Totally didn’t grow my cucumbers clockwise or pick off side shoots- oops! Oh well gives me room for improvement next year.  Unfortunately I only found this well into production but still useful.

This year has not been the best in term of volume of vegetable production because of our roof.  We had to have the whole thing taken off which involved having scaffolding right through where I keep my vegetable pots.  For three weeks they instead had to live in a rather dark corner of the patio rather than sunning themselves against the wall.  Then there were a couple of weeks of sudo-winter where I did actually break out my coat and funnily enough cucumbers came to a grinding halt.  They are back up and running now though so all is not lost.

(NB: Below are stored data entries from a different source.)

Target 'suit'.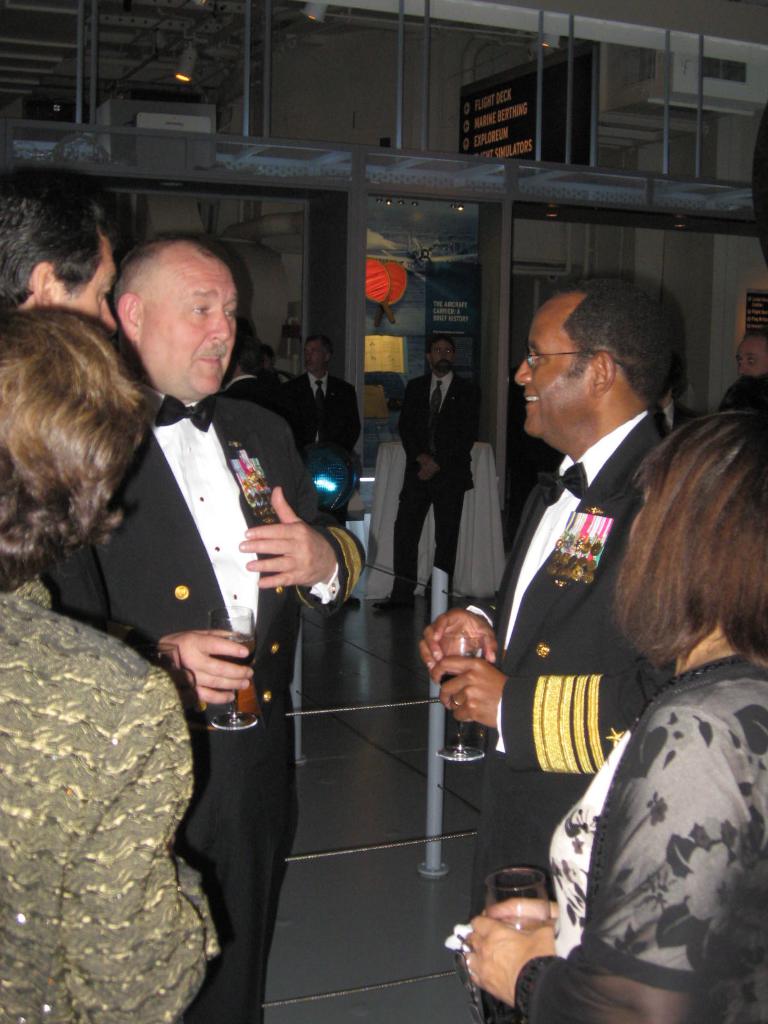
Target region: select_region(31, 538, 121, 634).
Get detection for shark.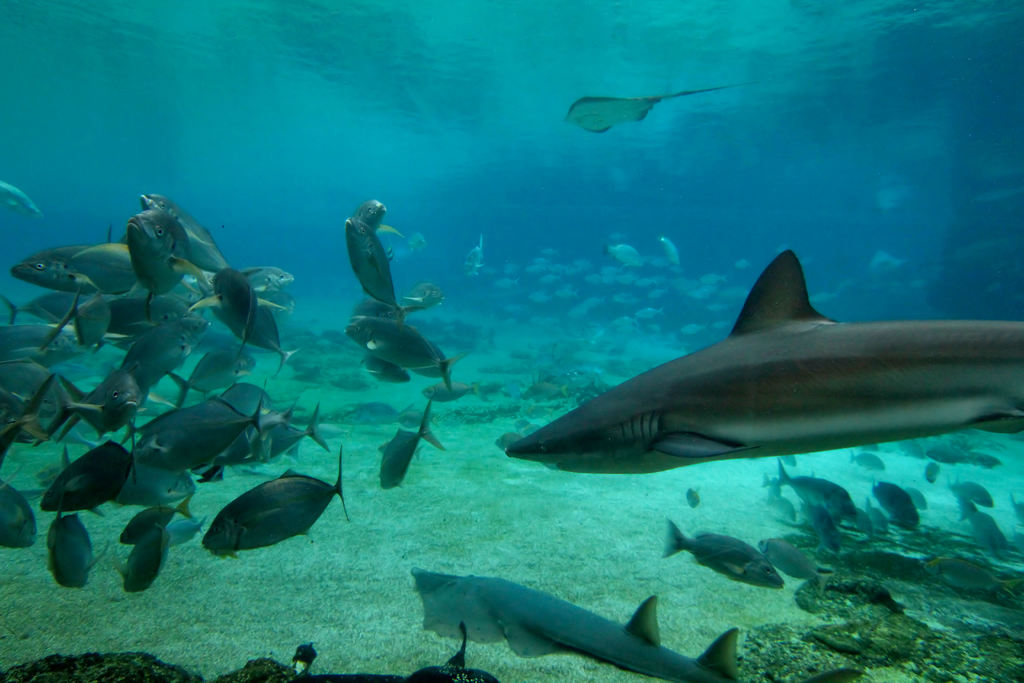
Detection: rect(508, 245, 1021, 470).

And here we have beauty and the beast, the perfectly formed one is from a different variety that doesn't grow bulbous bits
As cucumbers on La Diva will grow to quite a size if you let them and I can’t resist leaving them and seeing how big they will grow which probably results in tougher skins and bigger seeds.  One grew to quite a length but also had a definite narrowing halfway along that the mother believes is when it had a little lack of water; clearly let the watering regime slip for a day or two there!  It gave it a bizarre perfect handle.  Another cucumber insisted on growing tucked away down the back of the pot out of the sunlight and unsurprisingly ended up being a very appetising shade of yellow.  That my friends is a cucumber that only a mother could love.  Luckily I try not to judge on appearances and I can confirm he was still tasty.

My cucumber with jaundice, don't you just want to dive in and slice him?!